Hungary’s playgrounds welcome children with disabilities

Parents teamed up with a design firm to make special equipment that can be installed in parks

December 02, 2017 09:12 pm | Updated 10:49 pm IST - Budapest

No barriers:  Aron and his mother, Eszter Harsanyi, at a playground in Budapest.

No barriers: Aron and his mother, Eszter Harsanyi, at a playground in Budapest.

Shrieks of laughter from children with disabilities are becoming more common in Hungarian playgrounds, thanks to some determined parents turned innovative designers.

“Disabled kids have the right to play too,” says Eszter Harsanyi, 44, one of the co-founders of MagikMe, a start-up designing playground equipment.

Her son Aron, seven, was born with epilepsy and for years had to sit and watch his brother bounding through playground climbing frames, or joshing in sandpits.

Now Aron too can join in at some 30 playgrounds in Budapest — and another 30 nationwide — that have installed MagikMe equipment.

“It helps Aron a lot to mingle with able-bodied peers,” said Ms. Harsanyi, as she helped him onto a modified see-saw called the “Butterfly”.

With two extra legs for laying on, and hand-grips and “wings” along the sides to prevent falls, children can climb out of wheelchairs or be laid down to enjoy the ride without needing a helper to hold them.

Ms. Harsanyi and four other parents with disabled children hatched the idea in 2013. After bringing a designer friend on board and setting up a firm in 2014, a key part of the parents’ mission was making the equipment cool for able-bodied kids too.

Inclusive space

Another piece, an elevated sandbox called “Dune” allows children to dig together standing up or laying down.

Such “inclusive” playgrounds can make society more tolerant in the long-run, Ms. Harsanyi believes.

“Playing together shows healthy children what it means to be different, and how to talk, laugh, listen to, and touch disabled kids,” she said.

As well as designing new sensory and tactile equipment, the firm plans to branch out to neighbouring Austria and Slovakia, and further afield, said Ms. Harsanyi. “Lack of playground access for disabled kids is not a Hungarian problem, but a global one,” she added.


--- What is being asked ---
Leaving out all images, write out the records that follow exactly.

-------- Task material

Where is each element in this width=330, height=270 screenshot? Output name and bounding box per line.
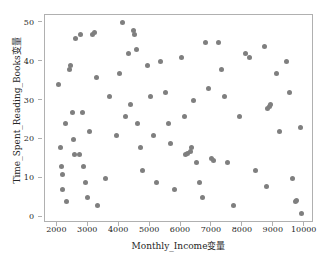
y-tick-mark [38,177,42,178]
y-tick-mark [38,138,42,139]
data-point [71,137,76,142]
data-point [58,145,63,150]
data-point [264,184,269,189]
data-point [237,114,242,119]
y-axis-label: Time_Spent_Reading_Books变量 [10,11,23,211]
data-point [166,121,171,126]
y-tick-label: 50 [24,17,34,26]
data-point [151,133,156,138]
data-point [231,203,236,208]
data-point [103,176,108,181]
plot-area [44,14,313,222]
x-tick-mark [272,222,273,226]
data-point [70,110,75,115]
data-point [222,94,227,99]
data-point [94,75,99,80]
data-point [298,125,303,130]
data-point [219,67,224,72]
data-point [253,168,258,173]
data-point [290,176,295,181]
data-point [73,36,78,41]
y-tick-label: 40 [24,56,34,65]
data-point [64,199,69,204]
data-point [168,141,173,146]
data-point [132,32,137,37]
data-point [225,160,230,165]
x-tick-label: 6000 [170,225,190,234]
data-point [126,51,131,56]
data-point [268,102,273,107]
data-point [179,55,184,60]
data-point [172,187,177,192]
data-point [123,114,128,119]
x-tick-mark [149,222,150,226]
data-point [158,59,163,64]
data-point [287,90,292,95]
data-point [95,203,100,208]
data-point [197,180,202,185]
data-point [163,90,168,95]
data-point [140,168,145,173]
data-point [194,160,199,165]
data-point [114,133,119,138]
x-tick-mark [180,222,181,226]
data-point [191,98,196,103]
x-tick-mark [56,222,57,226]
data-point [60,172,65,177]
y-tick-mark [38,216,42,217]
data-point [145,63,150,68]
data-point [78,32,83,37]
y-tick-mark [38,21,42,22]
data-point [138,145,143,150]
data-point [299,211,304,216]
data-point [59,164,64,169]
data-point [77,152,82,157]
data-point [211,158,216,163]
data-point [60,187,65,192]
x-tick-label: 9000 [263,225,283,234]
data-point [274,71,279,76]
y-tick-mark [38,99,42,100]
data-point [182,114,187,119]
data-point [262,44,267,49]
x-tick-label: 5000 [139,225,159,234]
data-point [206,86,211,91]
x-tick-mark [87,222,88,226]
scatter-plot-figure: 01020304050 2000300040005000600070008000… [0,0,330,270]
data-point [189,145,194,150]
data-point [134,47,139,52]
x-tick-label: 7000 [201,225,221,234]
x-tick-mark [210,222,211,226]
x-tick-label: 4000 [108,225,128,234]
data-point [80,110,85,115]
x-tick-label: 10000 [291,225,316,234]
data-point [117,71,122,76]
y-tick-label: 10 [24,173,34,182]
y-tick-label: 0 [29,212,34,221]
data-point [277,129,282,134]
x-tick-label: 8000 [232,225,252,234]
data-point [203,40,208,45]
data-point [284,59,289,64]
data-point [294,198,299,203]
y-tick-label: 20 [24,134,34,143]
data-point [154,180,159,185]
x-tick-mark [118,222,119,226]
y-tick-mark [38,60,42,61]
x-tick-label: 3000 [77,225,97,234]
data-point [107,94,112,99]
data-point [135,121,140,126]
data-point [83,180,88,185]
data-point [148,94,153,99]
data-point [87,129,92,134]
data-point [56,82,61,87]
x-tick-label: 2000 [46,225,66,234]
data-point [200,195,205,200]
data-point [247,55,252,60]
data-point [128,102,133,107]
data-point [63,121,68,126]
x-tick-mark [241,222,242,226]
data-point [81,164,86,169]
x-axis-label: Monthly_Income变量 [44,239,313,252]
y-tick-label: 30 [24,95,34,104]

----------------

--- Result below ---
Where is each element in this width=330, height=270 screenshot? Output name and bounding box per line.
y-tick-mark [38,177,42,178]
y-tick-mark [38,138,42,139]
data-point [71,137,76,142]
data-point [58,145,63,150]
data-point [264,184,269,189]
data-point [237,114,242,119]
y-axis-label: Time_Spent_Reading_Books变量 [10,11,23,211]
data-point [166,121,171,126]
y-tick-label: 50 [24,17,34,26]
data-point [151,133,156,138]
data-point [231,203,236,208]
data-point [103,176,108,181]
plot-area [44,14,313,222]
x-tick-mark [272,222,273,226]
data-point [70,110,75,115]
data-point [222,94,227,99]
data-point [94,75,99,80]
data-point [298,125,303,130]
data-point [219,67,224,72]
data-point [253,168,258,173]
data-point [290,176,295,181]
data-point [73,36,78,41]
y-tick-label: 40 [24,56,34,65]
data-point [64,199,69,204]
data-point [168,141,173,146]
data-point [132,32,137,37]
data-point [225,160,230,165]
x-tick-label: 6000 [170,225,190,234]
data-point [126,51,131,56]
data-point [268,102,273,107]
data-point [179,55,184,60]
data-point [172,187,177,192]
data-point [123,114,128,119]
x-tick-mark [149,222,150,226]
data-point [158,59,163,64]
data-point [287,90,292,95]
data-point [95,203,100,208]
data-point [197,180,202,185]
data-point [163,90,168,95]
data-point [140,168,145,173]
data-point [194,160,199,165]
data-point [114,133,119,138]
x-tick-mark [180,222,181,226]
data-point [191,98,196,103]
x-tick-mark [56,222,57,226]
data-point [60,172,65,177]
y-tick-mark [38,216,42,217]
data-point [145,63,150,68]
data-point [78,32,83,37]
y-tick-mark [38,21,42,22]
data-point [138,145,143,150]
data-point [299,211,304,216]
data-point [59,164,64,169]
data-point [77,152,82,157]
data-point [211,158,216,163]
data-point [60,187,65,192]
x-tick-label: 9000 [263,225,283,234]
data-point [274,71,279,76]
y-tick-mark [38,99,42,100]
data-point [182,114,187,119]
data-point [262,44,267,49]
x-tick-label: 5000 [139,225,159,234]
data-point [206,86,211,91]
x-tick-mark [87,222,88,226]
scatter-plot-figure: 01020304050 2000300040005000600070008000… [0,0,330,270]
data-point [189,145,194,150]
data-point [134,47,139,52]
x-tick-label: 7000 [201,225,221,234]
x-tick-mark [210,222,211,226]
x-tick-label: 4000 [108,225,128,234]
data-point [80,110,85,115]
x-tick-label: 10000 [291,225,316,234]
data-point [117,71,122,76]
y-tick-label: 10 [24,173,34,182]
y-tick-label: 0 [29,212,34,221]
data-point [277,129,282,134]
x-tick-label: 8000 [232,225,252,234]
data-point [203,40,208,45]
data-point [284,59,289,64]
data-point [294,198,299,203]
y-tick-label: 20 [24,134,34,143]
data-point [154,180,159,185]
x-tick-mark [118,222,119,226]
y-tick-mark [38,60,42,61]
x-tick-label: 3000 [77,225,97,234]
data-point [107,94,112,99]
data-point [135,121,140,126]
data-point [83,180,88,185]
data-point [148,94,153,99]
data-point [87,129,92,134]
data-point [56,82,61,87]
x-tick-label: 2000 [46,225,66,234]
data-point [200,195,205,200]
data-point [247,55,252,60]
data-point [128,102,133,107]
data-point [63,121,68,126]
x-tick-mark [241,222,242,226]
data-point [81,164,86,169]
x-axis-label: Monthly_Income变量 [44,239,313,252]
y-tick-label: 30 [24,95,34,104]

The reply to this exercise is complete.